Amended version of data privacy bill heads to the House

Updated March 18 – Senate Bill 15-173 received 35-0 final Senate approval on Wednesday.

The carefully crafted compromise bill on privacy and security of student data got preliminary Senate approval Tuesday, but some issues remain to be debated in the House.

SB 15-173 primarily focuses on the businesses that provide data services to schools and districts. The bill prohibits them from sharing, mining, selling or using personally identifiable student data, and from compiling such data for commercial uses. The bill also would ban direct marketing to students based on their individual data.

The measure also would require school districts to provide information to parents about data collection and about all vendors used by a district. Small school districts would be excluded from this requirement. Districts also would have to provide staff training on data security and notify parents of data breaches.

Tuesday’s floor debate went quickly and smoothly, with senators approving a couple of minor amendments. They also approved a more significant amendment that removed a section of the bill that would have required vendors to destroy student data three years after a vendor no longer needed it to fulfill a contract with the district.

School districts were concerned that provision would have required them to keep expensive backup data systems to maintain records that former students might need later for higher education or jobs.

Two additional attempts to tweak the bill failed. Sen. Andy Kerr, D-Lakewood, proposed exempting companies that don’t deal primarily in data but rather provide websites for class materials.

And Sen. Pat Steadman, D-Denver, proposed an amendment to put small districts under the bill’s requirements. “I don’t understand why we wouldn’t choose to apply them [the bill’s requirements] equally,” he said.

He said students and parents in small districts deserve the same privacy protections as those provided in larger districts.

Prime sponsor Sen. Chris Holbert, R-Parker, opposed the amendment but acknowledged the issue may come up again in the House. Holbert is determined to get a data bill through the 2015 session and is doing a delicate balancing act to generate support from or minimize opposition by various interest groups. Exempting small districts was part of that process.

The bill has bipartisan backing, and Rep. Dan Pabon, D-Denver, is the prime sponsor in the House.

Two more comprehensive data bills already have been killed in a House committee (see story for details on what they proposed).

Tuition tax credits left for another day

The Senate Tuesday also was scheduled to debate Senate Bill 15-045, which would allow tax credits for private school tuition, but it was laid over. The bill may pass through the Republican-controlled Senate, but not until after vigorous floor opposition from Democrats. The measure is considered to have no chance of passage in the Democratic-majority House.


- What this task involves -
Your reply should hold every entry below exactly as written and none of the pictures.

------ Data section ------

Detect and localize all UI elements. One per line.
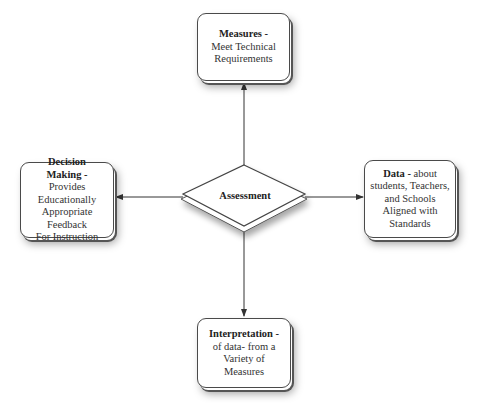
- decision-making-node: Decision Making - Provides Educationally…: [20, 162, 114, 238]
- interpretation-node: Interpretation - of data- from a Variety…: [197, 318, 291, 388]
- decision-making-title: Making -: [46, 169, 87, 182]
- measures-body-line: Meet Technical: [211, 41, 276, 54]
- data-node: Data - about students, Teachers, and Sch…: [364, 160, 456, 238]
- data-title: Data -: [383, 168, 411, 179]
- interpretation-body-line: Measures: [224, 366, 264, 379]
- interpretation-body-line: of data- from a: [213, 341, 276, 354]
- data-title-suffix: about: [411, 168, 437, 179]
- assessment-diagram: Assessment Measures - Meet Technical Req…: [0, 0, 479, 403]
- decision-making-body-line: Appropriate Feedback: [24, 206, 110, 231]
- assessment-label: Assessment: [205, 190, 285, 201]
- data-body-line: Standards: [389, 218, 430, 231]
- decision-making-body-line: For Instruction: [36, 231, 99, 244]
- interpretation-title: Interpretation -: [209, 328, 279, 341]
- measures-node: Measures - Meet Technical Requirements: [197, 13, 290, 81]
- interpretation-body-line: Variety of: [223, 353, 265, 366]
- measures-title: Measures -: [219, 28, 268, 41]
- decision-making-title: Decision: [48, 156, 86, 169]
- data-body-line: Aligned with: [382, 205, 437, 218]
- decision-making-body-line: Provides Educationally: [24, 181, 110, 206]
- measures-body-line: Requirements: [214, 53, 272, 66]
- data-title-line: Data - about: [383, 168, 437, 181]
- data-body-line: students, Teachers,: [370, 180, 449, 193]
- data-body-line: and Schools: [384, 193, 435, 206]
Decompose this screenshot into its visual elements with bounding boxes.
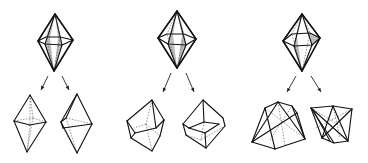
trapezohedron-right — [311, 106, 352, 143]
parent-outline — [158, 11, 196, 68]
visible-edge — [204, 122, 219, 124]
bipyramid-right — [61, 94, 92, 153]
visible-edge — [152, 136, 160, 151]
parent-bipyramid — [283, 14, 320, 71]
visible-edge — [252, 142, 275, 149]
visible-edge — [205, 124, 219, 133]
crystal-twinning-diagram — [0, 0, 368, 163]
girdle-edge — [158, 34, 196, 45]
parent-bipyramid — [38, 14, 73, 71]
rhombohedron-right — [183, 100, 225, 148]
apex-edge — [302, 14, 312, 45]
visible-edge — [333, 106, 348, 141]
visible-edge — [63, 124, 92, 128]
arrow-left-icon — [41, 76, 48, 90]
trapezohedron-left — [252, 102, 305, 149]
crystal-group-1 — [14, 14, 92, 153]
hidden-edge — [311, 108, 344, 128]
arrow-right-icon — [311, 76, 321, 92]
visible-edge — [135, 128, 156, 133]
arrow-right-icon — [62, 76, 69, 90]
visible-edge — [66, 94, 77, 118]
parent-bipyramid — [158, 11, 196, 68]
visible-edge — [77, 124, 92, 153]
bipyramid-left — [14, 95, 46, 152]
arrow-left-icon — [163, 73, 171, 92]
visible-edge — [252, 113, 297, 142]
visible-edge — [203, 100, 223, 118]
girdle-edge — [38, 37, 73, 45]
hidden-edge — [66, 118, 92, 124]
hidden-edge — [134, 124, 146, 128]
visible-edge — [203, 100, 204, 122]
visible-edge — [77, 94, 92, 124]
visible-edge — [348, 109, 352, 141]
apex-edge — [177, 11, 184, 34]
visible-edge — [205, 133, 206, 148]
visible-edge — [14, 95, 30, 121]
visible-edge — [206, 126, 225, 148]
crystal-group-3 — [252, 14, 352, 149]
diagram-canvas — [0, 0, 368, 163]
visible-edge — [127, 100, 152, 121]
visible-edge — [223, 118, 225, 126]
rhombohedron-left — [127, 100, 164, 151]
visible-edge — [14, 121, 30, 125]
visible-edge — [311, 106, 352, 109]
visible-edge — [183, 100, 203, 124]
visible-edge — [186, 135, 206, 148]
visible-edge — [275, 139, 305, 149]
visible-edge — [189, 122, 204, 128]
visible-edge — [131, 133, 135, 138]
visible-edge — [14, 121, 27, 152]
visible-edge — [131, 138, 152, 151]
hidden-edge — [201, 122, 204, 140]
visible-edge — [278, 102, 305, 139]
visible-edge — [322, 138, 348, 143]
arrow-left-icon — [287, 76, 296, 92]
crystal-group-2 — [127, 11, 225, 151]
arrow-right-icon — [186, 73, 194, 92]
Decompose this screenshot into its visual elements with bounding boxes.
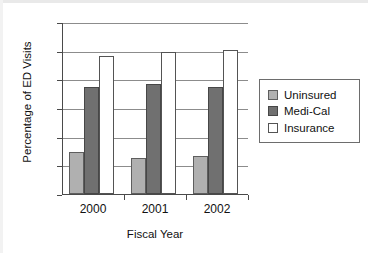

------

- Written reply -
Detect and localize all UI elements. One per line.
- decision-making-node: Decision Making - Provides Educationally…: [20, 162, 114, 238]
- interpretation-node: Interpretation - of data- from a Variety…: [197, 318, 291, 388]
- decision-making-title: Making -: [46, 169, 87, 182]
- measures-body-line: Meet Technical: [211, 41, 276, 54]
- data-node: Data - about students, Teachers, and Sch…: [364, 160, 456, 238]
- data-title: Data -: [383, 168, 411, 179]
- interpretation-body-line: Measures: [224, 366, 264, 379]
- interpretation-body-line: of data- from a: [213, 341, 276, 354]
- data-title-suffix: about: [411, 168, 437, 179]
- assessment-diagram: Assessment Measures - Meet Technical Req…: [0, 0, 479, 403]
- decision-making-body-line: Appropriate Feedback: [24, 206, 110, 231]
- assessment-label: Assessment: [205, 190, 285, 201]
- data-body-line: Standards: [389, 218, 430, 231]
- decision-making-body-line: For Instruction: [36, 231, 99, 244]
- interpretation-title: Interpretation -: [209, 328, 279, 341]
- measures-node: Measures - Meet Technical Requirements: [197, 13, 290, 81]
- interpretation-body-line: Variety of: [223, 353, 265, 366]
- measures-title: Measures -: [219, 28, 268, 41]
- decision-making-title: Decision: [48, 156, 86, 169]
- data-body-line: Aligned with: [382, 205, 437, 218]
- decision-making-body-line: Provides Educationally: [24, 181, 110, 206]
- measures-body-line: Requirements: [214, 53, 272, 66]
- data-title-line: Data - about: [383, 168, 437, 181]
- data-body-line: students, Teachers,: [370, 180, 449, 193]
- data-body-line: and Schools: [384, 193, 435, 206]
Decompose this screenshot into its visual elements with bounding boxes.
trapezohedron-right — [311, 106, 352, 143]
parent-outline — [158, 11, 196, 68]
visible-edge — [204, 122, 219, 124]
bipyramid-right — [61, 94, 92, 153]
visible-edge — [152, 136, 160, 151]
parent-bipyramid — [283, 14, 320, 71]
visible-edge — [252, 142, 275, 149]
visible-edge — [205, 124, 219, 133]
crystal-twinning-diagram — [0, 0, 368, 163]
girdle-edge — [158, 34, 196, 45]
parent-bipyramid — [38, 14, 73, 71]
rhombohedron-right — [183, 100, 225, 148]
apex-edge — [302, 14, 312, 45]
visible-edge — [333, 106, 348, 141]
visible-edge — [63, 124, 92, 128]
arrow-left-icon — [41, 76, 48, 90]
trapezohedron-left — [252, 102, 305, 149]
crystal-group-1 — [14, 14, 92, 153]
hidden-edge — [311, 108, 344, 128]
arrow-right-icon — [311, 76, 321, 92]
visible-edge — [135, 128, 156, 133]
arrow-right-icon — [62, 76, 69, 90]
visible-edge — [66, 94, 77, 118]
parent-bipyramid — [158, 11, 196, 68]
visible-edge — [77, 124, 92, 153]
bipyramid-left — [14, 95, 46, 152]
arrow-left-icon — [163, 73, 171, 92]
visible-edge — [252, 113, 297, 142]
visible-edge — [203, 100, 223, 118]
girdle-edge — [38, 37, 73, 45]
hidden-edge — [66, 118, 92, 124]
hidden-edge — [134, 124, 146, 128]
visible-edge — [203, 100, 204, 122]
visible-edge — [77, 94, 92, 124]
visible-edge — [348, 109, 352, 141]
apex-edge — [177, 11, 184, 34]
visible-edge — [205, 133, 206, 148]
visible-edge — [14, 95, 30, 121]
visible-edge — [206, 126, 225, 148]
crystal-group-3 — [252, 14, 352, 149]
diagram-canvas — [0, 0, 368, 163]
visible-edge — [127, 100, 152, 121]
visible-edge — [223, 118, 225, 126]
rhombohedron-left — [127, 100, 164, 151]
visible-edge — [14, 121, 30, 125]
visible-edge — [311, 106, 352, 109]
visible-edge — [183, 100, 203, 124]
visible-edge — [186, 135, 206, 148]
visible-edge — [275, 139, 305, 149]
visible-edge — [189, 122, 204, 128]
visible-edge — [131, 133, 135, 138]
visible-edge — [14, 121, 27, 152]
visible-edge — [131, 138, 152, 151]
hidden-edge — [201, 122, 204, 140]
visible-edge — [278, 102, 305, 139]
visible-edge — [322, 138, 348, 143]
arrow-left-icon — [287, 76, 296, 92]
crystal-group-2 — [127, 11, 225, 151]
arrow-right-icon — [186, 73, 194, 92]
Decompose this screenshot into its visual elements with bounding boxes.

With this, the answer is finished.